Trade in this order — some of these are worth more than the cash gap: equity/bonus target, title (it reprices your next negotiation everywhere), scope of your choosing, an extra week of PTO, remote/flex terms, a funded conference or certification, and an agreed re-review date with written criteria. Get whatever is agreed in an email the same day: "Thanks for today — capturing what we agreed: …" Undocumented agreements have a half-life of one reorg.

Phase 5 — The outcomes tree

The mindset that carries all of it: you are not asking for a favor. You're presenting a pricing update on a service the business already buys and clearly values. Companies reprice their vendors annually without drama. You're simply the vendor who showed up with documentation.

The remote variant: negotiating over video and email

Distributed teams change the choreography, not the case. Three adjustments: (1) The pre-read matters more — on video, your manager can't feel the room, so the document carries the gravitas. Send it 24 hours ahead, ask them to skim before the call. (2) Silence is harder on video but works the same; deliver the number, then stop — resist filling the latency. Mute-adjacent stillness is a skill; practice it once with a friend. (3) Never negotiate the number over email, but always confirm it there. Email is where agreements go to become real and where negotiations go to die — use it for exactly one of those.

The follow-up cadence (where most raises are actually lost)

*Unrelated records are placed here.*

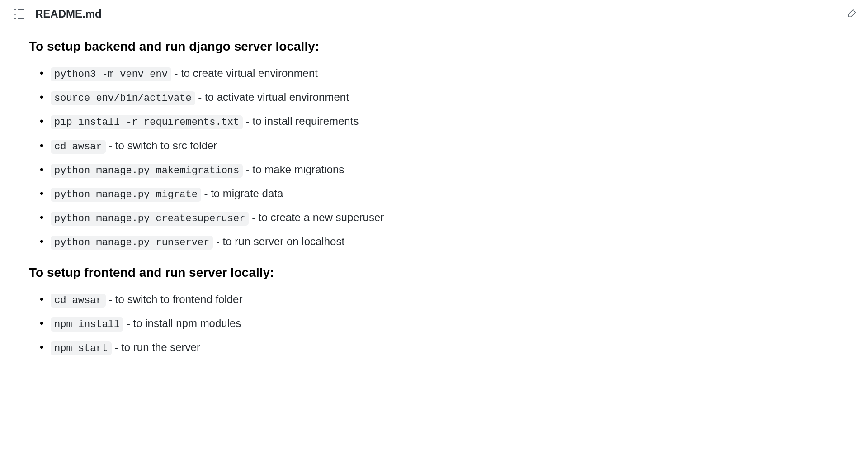 This screenshot has width=868, height=450. I want to click on step-description: - to install requirements, so click(301, 121).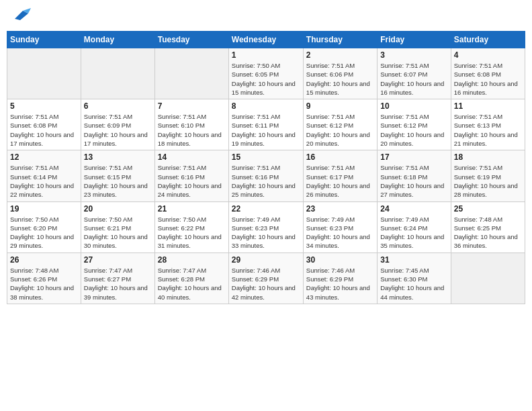  I want to click on day-info: Sunrise: 7:49 AM Sunset: 6:24 PM Dayligh…, so click(414, 232).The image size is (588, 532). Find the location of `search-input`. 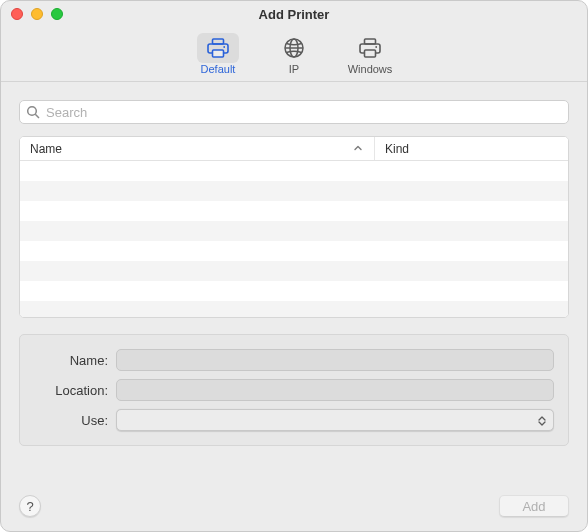

search-input is located at coordinates (294, 112).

The meeting is the midpoint, not the end. The cadence that keeps a "yes, later" from becoming "no, quietly": same day — the recap email with numbers, dates, and criteria. Two weeks — a low-key pulse: "any movement on the comp review we discussed?" Criteria check-ins monthly — as you hit each written criterion, a one-line note with evidence lands in the thread. You're building a paper trail that makes the eventual yes administratively easy and the eventual no administratively embarrassing. The date itself — if it passes without action, that's not a delay, that's an answer; move to the outcomes tree the same week. Deadlines you don't enforce are suggestions you made to yourself.

Reading the counterparty

Managers say no in dialects. "Let me see what I can do" plus specifics (numbers, names, dates) = an ally; arm them harder. The same phrase with zero specifics = a deflection; ask "what would need to be true?" and watch whether the answer has edges. Enthusiasm about your work + vagueness about money = a manager without budget authority; your real audience is one level up, and the pre-read exists precisely so it can travel there. Irritation at the ask itself = the most useful data of all — you've learned the ceiling of this org's respect, and the market conversation from Phase 2 just became your main thread.